Every in-text citation scenario you'll encounter — parenthetical vs narrative, direct quotes, paraphrases, block quotes, no author, no date, and tricky multiple-author rules.
APA 7th edition uses an author–date system. Every time you use information from a source, you must include an in-text citation with the author's surname and the year of publication. There are two formats:
Both are correct. Use narrative when you want to emphasise the author; use parenthetical when the idea is more important than who said it. For direct quotations, the page number is also required in both formats.
A paraphrase is information from a source expressed in your own words. Page numbers are recommended but not required for paraphrases — include them when it helps the reader locate the specific information.
A direct quotation reproduces the source's exact words within quotation marks. Always include the page number (or paragraph number for sources without pages).
Quotations of 40 or more words are formatted as a block quote: no quotation marks, indented 0.5 inch from the left margin, double-spaced. The citation appears after the final punctuation of the quote.
Spaced retrieval practice involves studying information and then being tested on it after varying delays. The delays between study and test increase over time so that the student is tested on information that is progressively more distant from when it was first studied. This method forces the learner to retrieve information from memory repeatedly, and retrieval itself strengthens memory traces. (Roediger & Butler, 2011, p. 22)
The citation after a block quote is placed after the final full stop — not before it, as with a short in-text quote.
If two sources shorten to the same "et al." citation — e.g. (Brown et al., 2020) for both Brown, Smith, Jones (2020) and Brown, Taylor, Williams (2020) — add as many names as needed to distinguish them:
(Brown, Smith, et al., 2020) and (Brown, Taylor, et al., 2020)

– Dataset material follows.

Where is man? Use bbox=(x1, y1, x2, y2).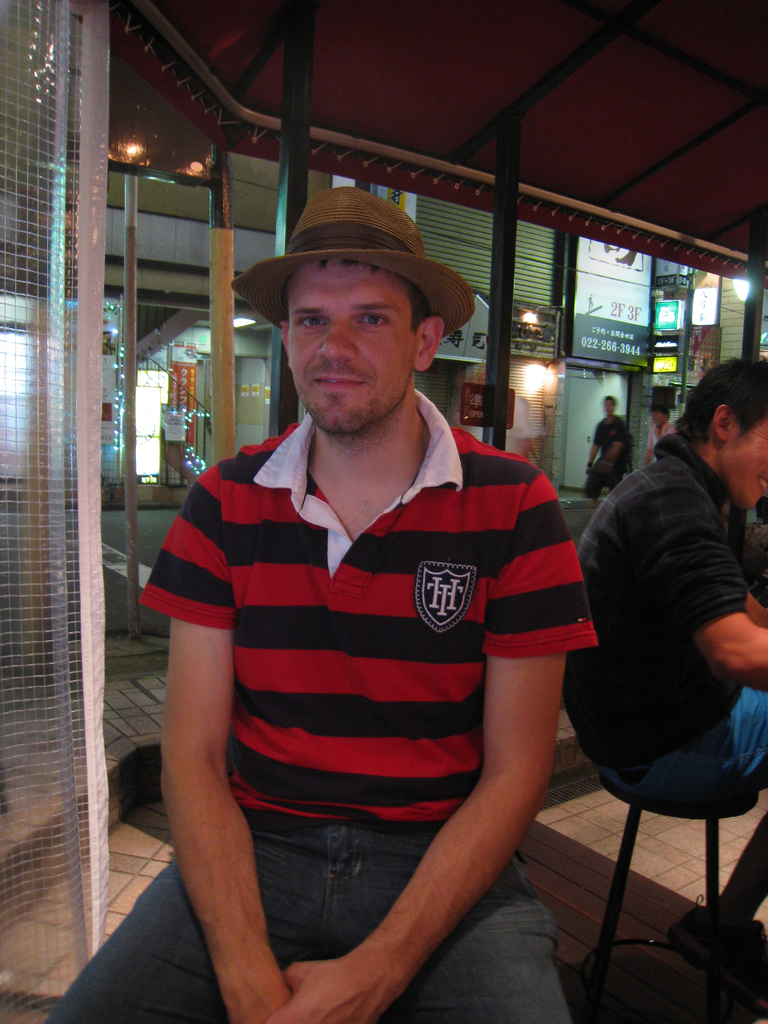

When a source has no identified author, use a shortened version of the title in place of the author name. Italicise book/report titles; use quotation marks for article/chapter titles.
If you cite two works by the same author published in the same year, add a lowercase letter after the year. The letter assignments are alphabetical by title and must match the reference list entries.
For organisations, government bodies, and corporations as authors, spell out the full name on first citation. If the organisation has a well-known abbreviation, you may introduce it and use the abbreviation in subsequent citations:
Personal communications — emails, interviews, phone calls, unpublished lectures — are cited in-text only. They do NOT appear in the reference list because readers cannot access them.
A secondary source is when you cite Source A after finding it quoted in Source B — you have not read A yourself. APA recommends always finding the primary source. When you cannot:
Only Roediger and Butler (2011) — the source you actually read — appears in the reference list. List the original author (Ebbinghaus) in the in-text citation for attribution, but do not add them to the reference list.